Imagine working on a road paving crew for 20 years. You stay out in the heat, oil and grime of one of the hardest jobs possible. Your hands are callused. Your back hurts continually. The wind, sun and weather scar your face. You have a family--kids and a wife. She complains about the hours, no vacations, the pay that seems unfair compared to the work you do. The bills pile up and the stress and tension grows. She wants you to quit. You have been on the road crew so long you don’t know what else to do. Your boss is a fair employer but you don’t know if you can hang on. Year after year though you do. Then the rumor starts that the business is going to be sold. You fear for your job and your family. You get word that the boss is meeting with all the employees. All you can think about is that at least he has the guts to come and tell you you’re fired to your face.

When you arrive the room is full of your friends and co-workers. Your stomach is churning. You are wondering how and why it has to be you. You’ve been a good employee all of your time with the company, now this. The owner greets everyone with the news that even though the company is selling that part of the contract is that everyone gets to keep their job. You are relieved but wonder why he brought everyone together just to tell them this. Then he starts passing out envelopes. You think that maybe it’s a gift certificate for couple of buffets at Ryan’s. You open the envelope and discover it’s a check for one million tax free dollars! The owner looks you in the face and says, "Thanks!"

That is exactly the story of the Thompson-McCully road paving company which was just sold by owner Bob Thompson for over 450 million dollars. Thompson decided that the best thing to do with the profits of the sale of his company was to give it away to the people who made the company worth 450 million dollars. So Bob Thompson gave 550 employees bonuses for their devotion and commitment to the company. Not all received one million dollars but it was enough to say their work for him mattered.

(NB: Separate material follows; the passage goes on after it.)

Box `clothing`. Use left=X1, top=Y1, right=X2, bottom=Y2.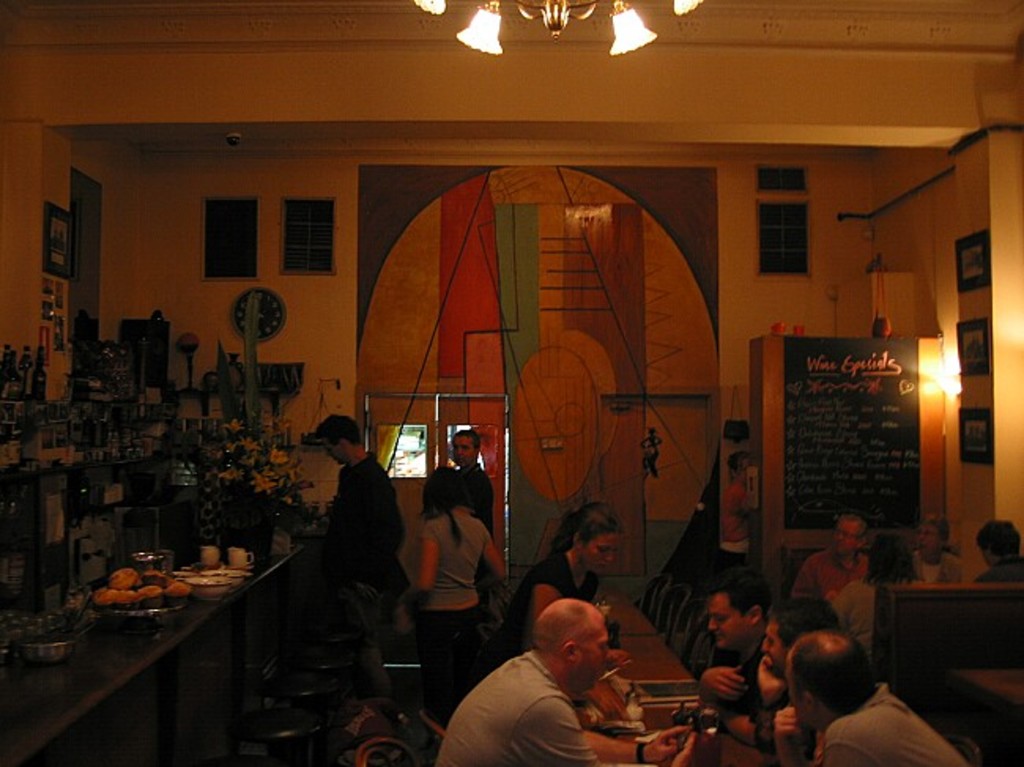
left=425, top=520, right=484, bottom=682.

That story is an example of a vital spiritual principle. The principle is that God rewards faithfulness and faithful obedience—especially faithfulness--during times of hardship and heartbreak. However, we wonder sometimes, "Is faithfulness really worth it?" "Is a life of faithful obedience to God worth it when your faithfulness doesn’t seem to bring an end to your problems? " "Is faithfulness to God worth it when others are unfaithful?"

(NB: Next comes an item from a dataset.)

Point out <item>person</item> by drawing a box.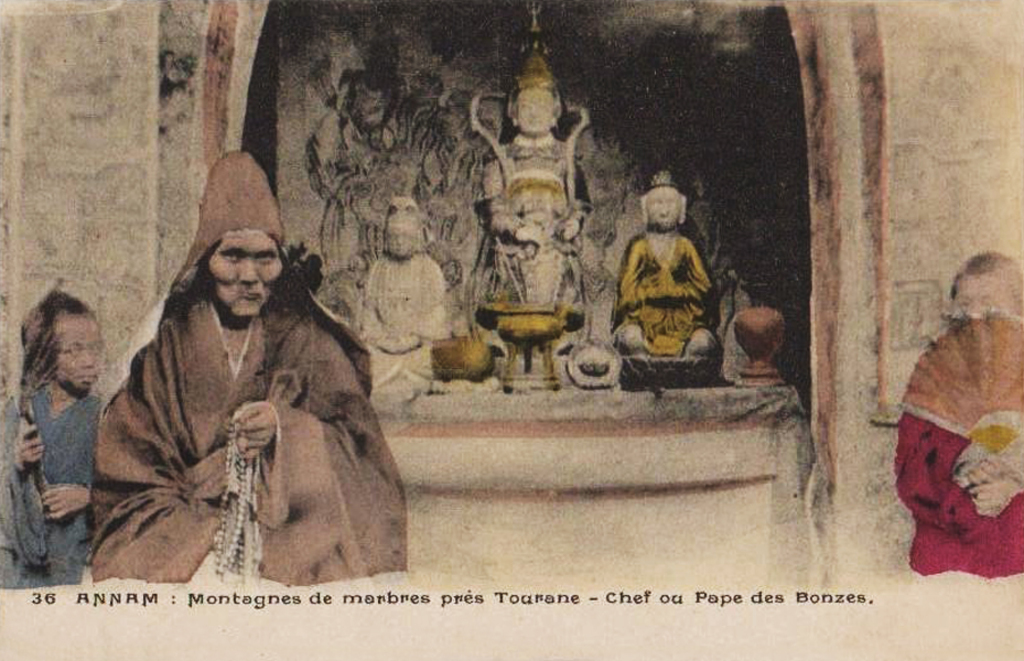
rect(0, 285, 103, 584).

No doubt those might be some question we would ask Joseph. If he were able to be here this morning I can say that his answer would be an affirming, "YES! Faithfulness in the face of pain and problems is worth it!" This portion of Joseph’s life teaches us that faithfulness in testing is rewarded by God’s best in God’s perfect time! God has said, "The man who honors me I will honor." Joseph is the proof of this relevant principle!

  1. Retelling the story.

Before we begin our study this morning I want us to once again take a brief look backwards in order to survey the tests to Joseph’s faithfulness. Joseph was sold into slavery by his brothers because of their jealousy (37:14, 18, 14, 28). He was made a slave in the house of a very powerful man in Egypt (37:36, 39:1). While a slave he is accused of attempted rape of by the wife of his master (34:14-15). Even though innocent he is thrown into jail and forgotten it seemed by everyone. That is by everyone but God (40:14, 23, 41:1a). Joseph tried in vain to have a fellow prisoner make an appeal of his innocence to Pharaoh but it was not to be. Genesis 40:23 ends with these haunting words about the one who could help him, "did not remember Joseph, but forgot him." Somewhere between the prison and the court the promises and assurances of the cupbearer lost their urgency. They ceased to be as important as what he was doing that day. Gradually a day stretched to a week and a week to a month and a month to a year and as we read in Genesis 41:1 a year became two years. And Joseph, faithful Joseph, was forgotten.

From our view we would have screamed how unfair and unjust all of this was. Yet for Joseph it was the final test, the last exam. These two years of loneliness were his final exams. All else was preliminary to these last agonizing years in the prison. The test was two-fold: first, being forgotten would be the final test of his character to see if he would let bitterness control his life. Here is where so many of us fail! Instead of letting the ill treatment make us more like Jesus, we let it make us bitter and sour. Joseph did not fail as we will see. Secondly the test was to see if he would just be content with the reward of knowing he had been obedient to God. Here again is where we so often fail. We want to obey God but we want the reward of our obedience to be demonstrated. We want more than just the privilege of obedience to the will of God! Again Joseph did not fail this test!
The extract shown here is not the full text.